From the onset, Jewish patients in clinics and sanatoria became euthanasia victims. In Austria, they were concentrated in Vienna's Wagner von Jauregg-Heil- und Pflegeanstalt "Am Steinhof." Viktor Frankl, physician at the Jewish Hospital in Vienna, and Franziska Löw, welfare worker of the Jewish Community of Vienna, tried to save the lives of Jewish patients.
Up to 400 Jews were sent from Steinhof to the extermination center at Hartheim in the course of "Operation T4" in 1940/41, sometimes via intermediary institutions like Niedernhart and Ybbs/Danube. Those who remained at Steinhof and had not perished from malnutrition or infectious diseases, were deported to Terezin, Minsk, or Maly Trostinec by the Central Office for Jewish Emigration in September/October 1942.
In terms of logistics, personnel, and technology, the euthanasia killings represented a crucial first step toward the Holocaust. After the termination of "Operation T4" in mid-1941, the staff of the killing institutions was assigned to "Operation Reinhard," which entailed the murder of the Jews in occupied Poland (General Gouvernement). The former head of security in Hartheim, Christian Wirth, was appointed as commander of the Belzec extermination camp. His deputy in Hartheim, Franz Stangl, assumed command over the Sobibor and Treblinka extermination camps. The experience gained in the industrial extermination of people through "euthanasia" - e.g., the use of stationary gas chambers in centralized killing facilities - was applied in a modified form on a much larger scale.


Every record that follows should be written out word for word; the pictures stay out.

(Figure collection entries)
__________________________________________________

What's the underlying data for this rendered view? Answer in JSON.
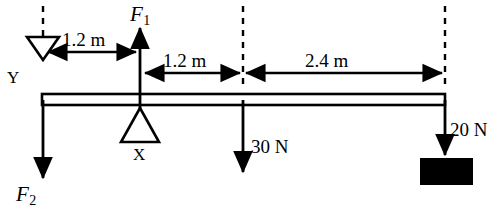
{
  "figure": {
    "type": "free-body-lever-diagram",
    "title": "",
    "beam": {
      "left_x": 42,
      "right_x": 445,
      "top_y": 94,
      "bottom_y": 105
    },
    "colors": {
      "stroke": "#000000",
      "fill_block": "#000000",
      "background": "#ffffff"
    }
  },
  "dimensions": [
    {
      "id": "dim-left",
      "label": "1.2 m",
      "from": "Y",
      "to": "F1",
      "value": 1.2,
      "unit": "m"
    },
    {
      "id": "dim-mid",
      "label": "1.2 m",
      "from": "F1",
      "to": "load-30N",
      "value": 1.2,
      "unit": "m"
    },
    {
      "id": "dim-right",
      "label": "2.4 m",
      "from": "load-30N",
      "to": "load-20N",
      "value": 2.4,
      "unit": "m"
    }
  ],
  "forces": [
    {
      "id": "F1",
      "label": "F",
      "subscript": "1",
      "direction": "up",
      "magnitude": null,
      "unit": null,
      "x": 140
    },
    {
      "id": "F2",
      "label": "F",
      "subscript": "2",
      "direction": "down",
      "magnitude": null,
      "unit": null,
      "x": 43
    },
    {
      "id": "load-30N",
      "label": "30 N",
      "direction": "down",
      "magnitude": 30,
      "unit": "N",
      "x": 243
    },
    {
      "id": "load-20N",
      "label": "20 N",
      "direction": "down",
      "magnitude": 20,
      "unit": "N",
      "x": 445
    }
  ],
  "pivots": [
    {
      "id": "Y",
      "label": "Y",
      "shape": "triangle-down",
      "x": 43,
      "description": "inverted hollow triangle support at left end"
    },
    {
      "id": "X",
      "label": "X",
      "shape": "triangle-up",
      "x": 140,
      "description": "hollow triangle fulcrum under beam"
    }
  ],
  "block": {
    "id": "hanging-mass",
    "fill": "#000000",
    "x": 420,
    "y": 158,
    "width": 53,
    "height": 27
  }
}
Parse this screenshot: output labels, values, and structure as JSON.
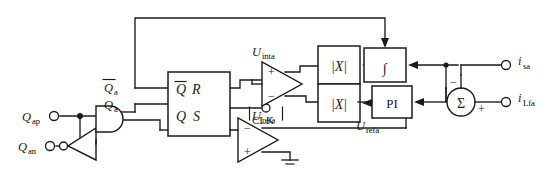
{
  "diagram": {
    "stroke_color": "#1b1b1b",
    "background_color": "#ffffff",
    "inputs": [
      {
        "id": "q-ap",
        "label": "Q",
        "subscript": "ap",
        "overbar": false
      },
      {
        "id": "q-an",
        "label": "Q",
        "subscript": "an",
        "overbar": false
      },
      {
        "id": "i-sa",
        "label": "i",
        "subscript": "sa",
        "overbar": false
      },
      {
        "id": "i-lfa",
        "label": "i",
        "subscript": "Lfa",
        "overbar": false
      }
    ],
    "internal_labels": [
      {
        "id": "q-a-bar",
        "label": "Q",
        "subscript": "a",
        "overbar": true
      },
      {
        "id": "q-a",
        "label": "Q",
        "subscript": "a",
        "overbar": false
      },
      {
        "id": "u-inta",
        "label": "U",
        "subscript": "inta",
        "overbar": false
      },
      {
        "id": "u-refa-abs",
        "label": "U",
        "subscript": "refa",
        "overbar": false,
        "absolute": true
      },
      {
        "id": "u-refa",
        "label": "U",
        "subscript": "refa",
        "overbar": false
      }
    ],
    "blocks": [
      {
        "id": "abs-top",
        "text": "|X|",
        "type": "absolute-value"
      },
      {
        "id": "abs-bottom",
        "text": "|X|",
        "type": "absolute-value"
      },
      {
        "id": "integrator",
        "text": "∫",
        "type": "integrator"
      },
      {
        "id": "pi-controller",
        "text": "PI",
        "type": "pi-controller"
      },
      {
        "id": "summer",
        "text": "Σ",
        "type": "summing-junction"
      }
    ],
    "flipflop": {
      "id": "sr-flipflop",
      "pins": [
        {
          "name": "Q",
          "overbar": true,
          "side": "left-top"
        },
        {
          "name": "R",
          "overbar": false,
          "side": "left-top"
        },
        {
          "name": "Q",
          "overbar": false,
          "side": "left-bottom"
        },
        {
          "name": "S",
          "overbar": false,
          "side": "left-bottom"
        }
      ]
    },
    "logic_gates": [
      {
        "id": "and-gate",
        "type": "AND"
      },
      {
        "id": "inverter",
        "type": "NOT"
      }
    ],
    "comparators": [
      {
        "id": "comparator-top",
        "plus_position": "top",
        "minus_position": "bottom"
      },
      {
        "id": "comparator-bottom",
        "plus_position": "bottom",
        "minus_position": "top"
      }
    ],
    "terminals": [
      {
        "id": "clk-terminal",
        "label": "CLK"
      }
    ],
    "summer_signs": [
      {
        "id": "summer-minus",
        "sign": "−",
        "position": "top"
      },
      {
        "id": "summer-plus",
        "sign": "+",
        "position": "right"
      }
    ],
    "comparator_signs": {
      "top_plus": "+",
      "top_minus": "−",
      "bottom_minus": "−",
      "bottom_plus": "+"
    },
    "clk_label": "CLK",
    "ground": {
      "id": "ground-symbol",
      "type": "earth"
    }
  }
}
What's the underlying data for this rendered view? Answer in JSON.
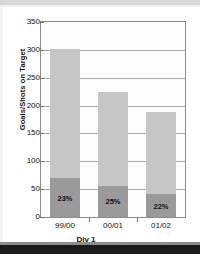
{
  "chart_data": {
    "type": "bar",
    "stacked": true,
    "title": "",
    "xlabel": "Div 1",
    "ylabel": "Goals/Shots on Target",
    "categories": [
      "99/00",
      "00/01",
      "01/02"
    ],
    "series": [
      {
        "name": "goals",
        "values": [
          70,
          56,
          41
        ],
        "color": "#9a9a9a"
      },
      {
        "name": "shots-remainder",
        "values": [
          231,
          169,
          147
        ],
        "color": "#c6c6c6"
      }
    ],
    "totals": [
      301,
      225,
      188
    ],
    "point_labels": [
      "23%",
      "25%",
      "22%"
    ],
    "ylim": [
      0,
      350
    ],
    "ytick_step": 50,
    "yticks": [
      "0",
      "50",
      "100",
      "150",
      "200",
      "250",
      "300",
      "350"
    ],
    "grid": true,
    "legend": "none"
  },
  "figure": {
    "plot_border_color": "#8b8b8b",
    "grid_color": "#a9a9a9",
    "background": "#ffffff"
  }
}
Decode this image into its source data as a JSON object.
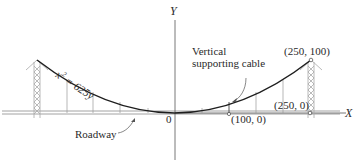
{
  "diagram": {
    "axes": {
      "x_label": "X",
      "y_label": "Y",
      "origin_label": "0"
    },
    "curve": {
      "equation": "x² = 625y",
      "equation_text": "x",
      "equation_sup": "2",
      "equation_rest": " = 625y"
    },
    "points": {
      "tower_top": "(250, 100)",
      "tower_base": "(250, 0)",
      "cable_foot": "(100, 0)"
    },
    "annotations": {
      "vertical_cable_line1": "Vertical",
      "vertical_cable_line2": "supporting cable",
      "roadway": "Roadway"
    },
    "colors": {
      "ink": "#2a2a2a",
      "light_ink": "#9a9a9a",
      "background": "#ffffff"
    }
  }
}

__________________________________________________

Output of the task:
What's the underlying data for this rendered view? Answer in JSON.
{
  "figure": {
    "type": "free-body-lever-diagram",
    "title": "",
    "beam": {
      "left_x": 42,
      "right_x": 445,
      "top_y": 94,
      "bottom_y": 105
    },
    "colors": {
      "stroke": "#000000",
      "fill_block": "#000000",
      "background": "#ffffff"
    }
  },
  "dimensions": [
    {
      "id": "dim-left",
      "label": "1.2 m",
      "from": "Y",
      "to": "F1",
      "value": 1.2,
      "unit": "m"
    },
    {
      "id": "dim-mid",
      "label": "1.2 m",
      "from": "F1",
      "to": "load-30N",
      "value": 1.2,
      "unit": "m"
    },
    {
      "id": "dim-right",
      "label": "2.4 m",
      "from": "load-30N",
      "to": "load-20N",
      "value": 2.4,
      "unit": "m"
    }
  ],
  "forces": [
    {
      "id": "F1",
      "label": "F",
      "subscript": "1",
      "direction": "up",
      "magnitude": null,
      "unit": null,
      "x": 140
    },
    {
      "id": "F2",
      "label": "F",
      "subscript": "2",
      "direction": "down",
      "magnitude": null,
      "unit": null,
      "x": 43
    },
    {
      "id": "load-30N",
      "label": "30 N",
      "direction": "down",
      "magnitude": 30,
      "unit": "N",
      "x": 243
    },
    {
      "id": "load-20N",
      "label": "20 N",
      "direction": "down",
      "magnitude": 20,
      "unit": "N",
      "x": 445
    }
  ],
  "pivots": [
    {
      "id": "Y",
      "label": "Y",
      "shape": "triangle-down",
      "x": 43,
      "description": "inverted hollow triangle support at left end"
    },
    {
      "id": "X",
      "label": "X",
      "shape": "triangle-up",
      "x": 140,
      "description": "hollow triangle fulcrum under beam"
    }
  ],
  "block": {
    "id": "hanging-mass",
    "fill": "#000000",
    "x": 420,
    "y": 158,
    "width": 53,
    "height": 27
  }
}
Parse this screenshot: output labels, values, and structure as JSON.
{
  "diagram": {
    "stroke_color": "#1b1b1b",
    "background_color": "#ffffff",
    "inputs": [
      {
        "id": "q-ap",
        "label": "Q",
        "subscript": "ap",
        "overbar": false
      },
      {
        "id": "q-an",
        "label": "Q",
        "subscript": "an",
        "overbar": false
      },
      {
        "id": "i-sa",
        "label": "i",
        "subscript": "sa",
        "overbar": false
      },
      {
        "id": "i-lfa",
        "label": "i",
        "subscript": "Lfa",
        "overbar": false
      }
    ],
    "internal_labels": [
      {
        "id": "q-a-bar",
        "label": "Q",
        "subscript": "a",
        "overbar": true
      },
      {
        "id": "q-a",
        "label": "Q",
        "subscript": "a",
        "overbar": false
      },
      {
        "id": "u-inta",
        "label": "U",
        "subscript": "inta",
        "overbar": false
      },
      {
        "id": "u-refa-abs",
        "label": "U",
        "subscript": "refa",
        "overbar": false,
        "absolute": true
      },
      {
        "id": "u-refa",
        "label": "U",
        "subscript": "refa",
        "overbar": false
      }
    ],
    "blocks": [
      {
        "id": "abs-top",
        "text": "|X|",
        "type": "absolute-value"
      },
      {
        "id": "abs-bottom",
        "text": "|X|",
        "type": "absolute-value"
      },
      {
        "id": "integrator",
        "text": "∫",
        "type": "integrator"
      },
      {
        "id": "pi-controller",
        "text": "PI",
        "type": "pi-controller"
      },
      {
        "id": "summer",
        "text": "Σ",
        "type": "summing-junction"
      }
    ],
    "flipflop": {
      "id": "sr-flipflop",
      "pins": [
        {
          "name": "Q",
          "overbar": true,
          "side": "left-top"
        },
        {
          "name": "R",
          "overbar": false,
          "side": "left-top"
        },
        {
          "name": "Q",
          "overbar": false,
          "side": "left-bottom"
        },
        {
          "name": "S",
          "overbar": false,
          "side": "left-bottom"
        }
      ]
    },
    "logic_gates": [
      {
        "id": "and-gate",
        "type": "AND"
      },
      {
        "id": "inverter",
        "type": "NOT"
      }
    ],
    "comparators": [
      {
        "id": "comparator-top",
        "plus_position": "top",
        "minus_position": "bottom"
      },
      {
        "id": "comparator-bottom",
        "plus_position": "bottom",
        "minus_position": "top"
      }
    ],
    "terminals": [
      {
        "id": "clk-terminal",
        "label": "CLK"
      }
    ],
    "summer_signs": [
      {
        "id": "summer-minus",
        "sign": "−",
        "position": "top"
      },
      {
        "id": "summer-plus",
        "sign": "+",
        "position": "right"
      }
    ],
    "comparator_signs": {
      "top_plus": "+",
      "top_minus": "−",
      "bottom_minus": "−",
      "bottom_plus": "+"
    },
    "clk_label": "CLK",
    "ground": {
      "id": "ground-symbol",
      "type": "earth"
    }
  }
}
What's the underlying data for this rendered view? Answer in JSON.
{
  "chart_data": {
    "type": "bar",
    "stacked": true,
    "title": "",
    "xlabel": "Div 1",
    "ylabel": "Goals/Shots on Target",
    "categories": [
      "99/00",
      "00/01",
      "01/02"
    ],
    "series": [
      {
        "name": "goals",
        "values": [
          70,
          56,
          41
        ],
        "color": "#9a9a9a"
      },
      {
        "name": "shots-remainder",
        "values": [
          231,
          169,
          147
        ],
        "color": "#c6c6c6"
      }
    ],
    "totals": [
      301,
      225,
      188
    ],
    "point_labels": [
      "23%",
      "25%",
      "22%"
    ],
    "ylim": [
      0,
      350
    ],
    "ytick_step": 50,
    "yticks": [
      "0",
      "50",
      "100",
      "150",
      "200",
      "250",
      "300",
      "350"
    ],
    "grid": true,
    "legend": "none"
  },
  "figure": {
    "plot_border_color": "#8b8b8b",
    "grid_color": "#a9a9a9",
    "background": "#ffffff"
  }
}
Decode this image into its source data as a JSON object.
{
  "diagram": {
    "axes": {
      "x_label": "X",
      "y_label": "Y",
      "origin_label": "0"
    },
    "curve": {
      "equation": "x² = 625y",
      "equation_text": "x",
      "equation_sup": "2",
      "equation_rest": " = 625y"
    },
    "points": {
      "tower_top": "(250, 100)",
      "tower_base": "(250, 0)",
      "cable_foot": "(100, 0)"
    },
    "annotations": {
      "vertical_cable_line1": "Vertical",
      "vertical_cable_line2": "supporting cable",
      "roadway": "Roadway"
    },
    "colors": {
      "ink": "#2a2a2a",
      "light_ink": "#9a9a9a",
      "background": "#ffffff"
    }
  }
}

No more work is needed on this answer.